Prepared Statement Cache with MySQL & JDBC

2019-04-26 09:28发布

问题:

I read that MySQL does not support server side query plan caching. So if i want to use PreparedStatements for performance benefits, what i can do is enable statement caching in JDBC Connection. So as per the docs it will enable caching of prepared statements on per connection basis.

What is the performance gain of PreparedStatement caching by JDBC connection compared to if MySQL had server side query plan caching ? So if a PreparedStatement is indeed found in the physical connection's cache, does it mean that when it gets to mysql server, mysql would not run query optimizaton on it and will be able to directly execute it ?

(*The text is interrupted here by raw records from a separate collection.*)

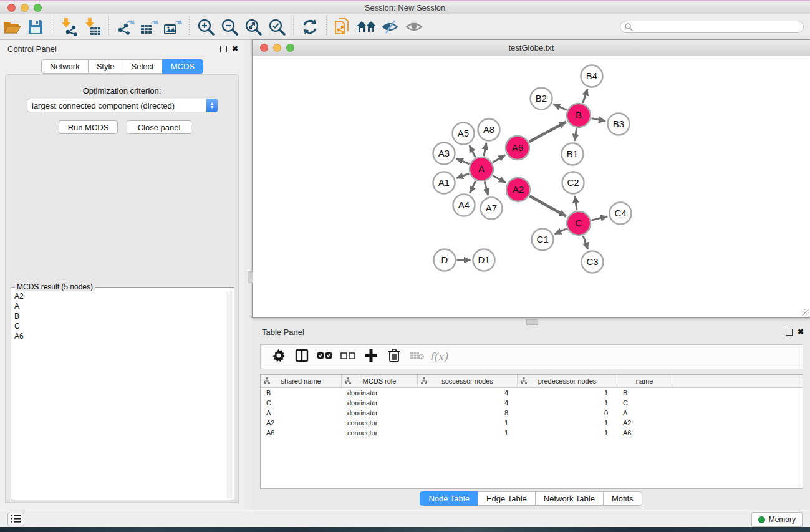 The width and height of the screenshot is (810, 532). What do you see at coordinates (143, 66) in the screenshot?
I see `tab-select: Select` at bounding box center [143, 66].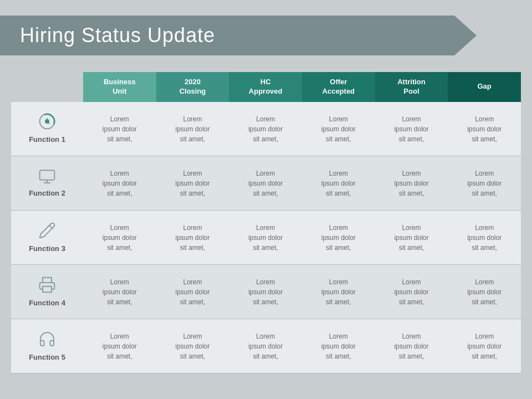  Describe the element at coordinates (411, 183) in the screenshot. I see `cell-text-r2-c5: Lorem ipsum dolor sit amet,` at that location.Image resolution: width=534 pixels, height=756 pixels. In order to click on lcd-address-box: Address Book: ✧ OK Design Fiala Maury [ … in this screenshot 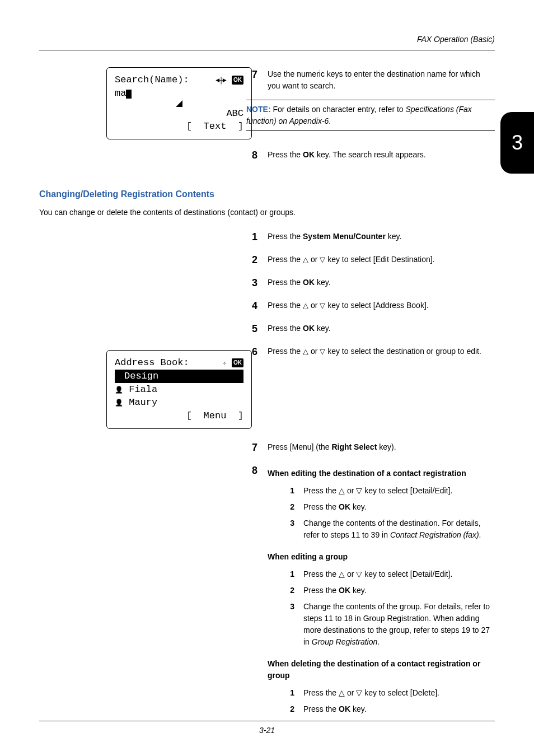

Should i even use Statement caching at JDBC connection level while using MySQL as my database ? I am using Hikari database connection pool with Mysql JDBC connector.

回答1:

Yes, caching won't hurt if you know what you are doing. Combining a client side cache with a server side cache wilds performance benefits if you reuse prepared statements as they are supposed to (a lot of people forget about the most important part :D). Just set Connector/J properties properties correctly:

cachePrepStmts=true&useServerPrepStmts=true

While I'm not a big fan of micro benchmarks, here is one to back my statements up (lame pun indeed). The interesting part about the benchmark is that it shows that enabling server side caching may actually slow things down without some client side caching, but with both layers of cache enabled as well as the proper reuse of prepared statements you may actually get a good speed up.



回答2:

One of the authors of HikariCP here. See the HikariCP wiki for how to properly configure MySQL for prepared statement caching. Prepared statement caching can dramatically speed up SQL. Additionally, it can avoid SQL-injection attacks on your code that would otherwise succeed if you concatenate user-provided input into SQL ordinary statements. Never compose a SQL string that contains user-provided input. Always use prepared statements, and set user-provided input as replacement values.



回答3:

Other makes and models of table servers will give you more performance benefits from JDBC prepared statements than will MySQL. Oracle, for example, can reuse execution plans.

But you should still use prepared statements in JDBC. There are plenty of reasons to use them, including the injection resistance that comes from binding your variables.